The Night They Drove Old Dixie Down
"The Night They Drove Old Dixie Down" is a song written by Robbie Robertson and originally recorded by the Canadian-American roots rock group The Band in 1969 and released on their eponymous second album. Levon Helm provided the lead vocals. The song is a first-person narrative relating the economic and social distress experienced by the protagonist, a poor white Southerner, during the last year of the American Civil War, when George Stoneman was raiding southwest Virginia.
"The Night They Drove Old Dixie Down"
September 22, 1969
1969
3:33
21st century political criticism[edit]
Some commentators in the 21st century have questioned whether the song's original lyrics made it an endorsement of slavery and the ideology of the Lost Cause of the Confederacy.[14] In 2009, writing in The Atlantic, Ta-Nehisi Coates characterized the song as "another story about the blues of Pharaoh".[15] In an August 2020 interview in Rolling Stone, contemporary singer-songwriter Early James described how he had started changing the lyrics of the song, while covering it, to oppose the Confederate cause — for example, in the first verse, "where Helm sang that the fall of the Confederacy was 'a time I remember oh so well', James declared it 'a time to bid farewell'", and he reworked the final verse to state "Unlike my father before me, who I will never understand... I think it's time we laid hate in its grave."[16] An editorial in The Roanoke Times in 2020 argued that these views are based on a misunderstanding of the song, which does not glorify slavery, the Confederacy, or Robert E. Lee, but, rather, tells the story of a poor, non-slave-holding Southerner who tries to make sense of the loss of his brother and his livelihood. It notes that it was written, not by a Southerner, but by a Canadian, and contained factual errors.[17] Jack Hamilton, of the University of Virginia, writing in Slate, said that it is "an anti-war song first and foremost", pointing to the references to "bells ringing" and "people singing" in the chorus.[18]

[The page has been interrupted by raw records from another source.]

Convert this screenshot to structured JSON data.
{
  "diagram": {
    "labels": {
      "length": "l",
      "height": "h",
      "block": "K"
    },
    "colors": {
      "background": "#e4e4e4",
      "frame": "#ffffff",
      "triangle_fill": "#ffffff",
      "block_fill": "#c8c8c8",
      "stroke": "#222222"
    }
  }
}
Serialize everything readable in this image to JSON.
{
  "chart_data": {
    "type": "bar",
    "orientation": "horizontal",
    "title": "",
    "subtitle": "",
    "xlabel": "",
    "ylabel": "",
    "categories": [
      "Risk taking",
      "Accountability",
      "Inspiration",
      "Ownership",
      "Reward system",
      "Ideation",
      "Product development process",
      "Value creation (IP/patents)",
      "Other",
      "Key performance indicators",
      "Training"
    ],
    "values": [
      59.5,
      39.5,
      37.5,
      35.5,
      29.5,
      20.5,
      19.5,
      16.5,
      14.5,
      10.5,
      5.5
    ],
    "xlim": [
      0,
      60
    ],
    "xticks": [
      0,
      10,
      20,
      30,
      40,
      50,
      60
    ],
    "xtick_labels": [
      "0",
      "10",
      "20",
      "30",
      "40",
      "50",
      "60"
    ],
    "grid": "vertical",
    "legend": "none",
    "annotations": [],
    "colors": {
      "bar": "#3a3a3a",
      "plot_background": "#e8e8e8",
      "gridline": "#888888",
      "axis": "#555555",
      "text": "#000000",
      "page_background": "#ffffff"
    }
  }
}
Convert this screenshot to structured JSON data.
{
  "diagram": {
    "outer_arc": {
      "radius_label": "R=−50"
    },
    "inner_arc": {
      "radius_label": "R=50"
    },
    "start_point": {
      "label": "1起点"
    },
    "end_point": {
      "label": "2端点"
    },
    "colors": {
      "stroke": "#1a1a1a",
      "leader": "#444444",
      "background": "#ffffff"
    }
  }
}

"The Night They Drove Old Dixie Down"
Other versions[edit]
Johnny Cash recorded the song on his 1975 album John R. Cash. Old-time musician Jimmy Arnold recorded the song on his album Southern Soul, which was composed of songs associated with the Southern side of the Civil War. A fairly large-scale orchestrated version of the song appears on the 1971 concept album California '99 by Jimmie Haskell, with lead vocal by Jimmy Witherspoon. Others to record versions include Don Rich, Steve Young, John Denver, the Allman Brothers Band, Derek Warfield. the Charlie Daniels Band, Big Country, the Dave Brockie Experience, Vikki Carr, Richie Havens, the Black Crowes, Solomon Burke, Earl Thomas Conley, the Jerry Garcia Band, Sophie B. Hawkins, Legion of Mary, and the Zac Brown Band have included it on live albums. In 2008, Johnny Logan covered the song on his album, Irishman in America. Glen Hansard (of the Frames and the Swell Season), accompanied by Lisa Hannigan and John Smith, performed the song in July 2012 for The A.V. Club's A.V. Undercover: Summer Break series.[35]

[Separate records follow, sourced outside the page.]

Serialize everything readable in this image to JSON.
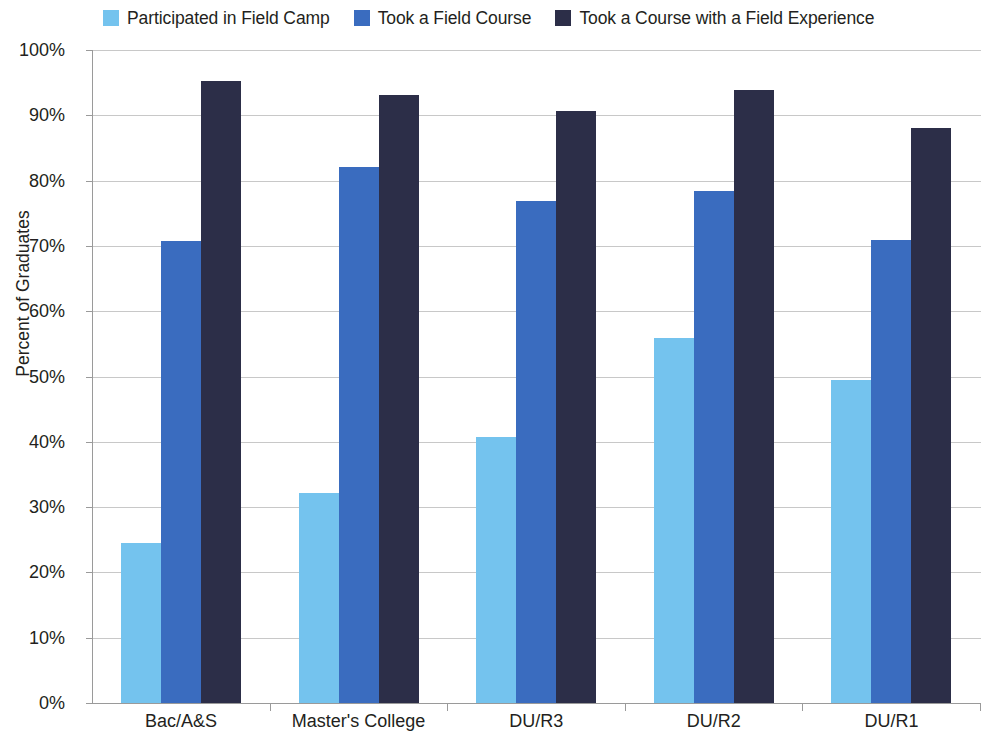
{
  "legend": {
    "entries": [
      {
        "label": "Participated in Field Camp",
        "color": "#74c3ee"
      },
      {
        "label": "Took a Field Course",
        "color": "#3a6cbf"
      },
      {
        "label": "Took a Course with a Field Experience",
        "color": "#2c2e48"
      }
    ]
  },
  "axes": {
    "y_title": "Percent of Graduates",
    "y_ticks": [
      "0%",
      "10%",
      "20%",
      "30%",
      "40%",
      "50%",
      "60%",
      "70%",
      "80%",
      "90%",
      "100%"
    ],
    "x_labels": [
      "Bac/A&S",
      "Master's College",
      "DU/R3",
      "DU/R2",
      "DU/R1"
    ]
  },
  "chart_data": {
    "type": "bar",
    "title": "",
    "xlabel": "",
    "ylabel": "Percent of Graduates",
    "ylim": [
      0,
      100
    ],
    "ytick_step": 10,
    "grid": true,
    "legend_position": "top",
    "categories": [
      "Bac/A&S",
      "Master's College",
      "DU/R3",
      "DU/R2",
      "DU/R1"
    ],
    "series": [
      {
        "name": "Participated in Field Camp",
        "color": "#74c3ee",
        "values": [
          24.5,
          32.2,
          40.7,
          55.9,
          49.4
        ]
      },
      {
        "name": "Took a Field Course",
        "color": "#3a6cbf",
        "values": [
          70.8,
          82.1,
          76.9,
          78.4,
          70.9
        ]
      },
      {
        "name": "Took a Course with a Field Experience",
        "color": "#2c2e48",
        "values": [
          95.3,
          93.1,
          90.6,
          93.9,
          88.0
        ]
      }
    ]
  }
}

The 1972 song "Am Tag als Conny Kramer starb" ("On the Day That Conny Kramer Died"), which uses the tune of the song, was a number-one hit in West Germany for singer Juliane Werding. The lyrics are about a young man dying because of his drug addiction. In 1986, the German band Die Goldenen Zitronen made a parody version of this song with the title "Am Tag als Thomas Anders starb" ("On the Day That Thomas Anders Died").
Samples from the song can be found in the 2006 song "Stopping All Stations" released by Australian hip-hop group Hilltop Hoods, played at a higher pitch and at an increased speed. The song follows a fictional storyline of three separate events, written by MC Pressure and influenced by a "series of robbings, stabbings and bashings of senior citizens" across the various Adelaide Metro train-lines in South Australia.[36] In 2007, Hilltop Hoods released "Stopping All Stations Restrung" featuring the Adelaide Symphony Orchestra.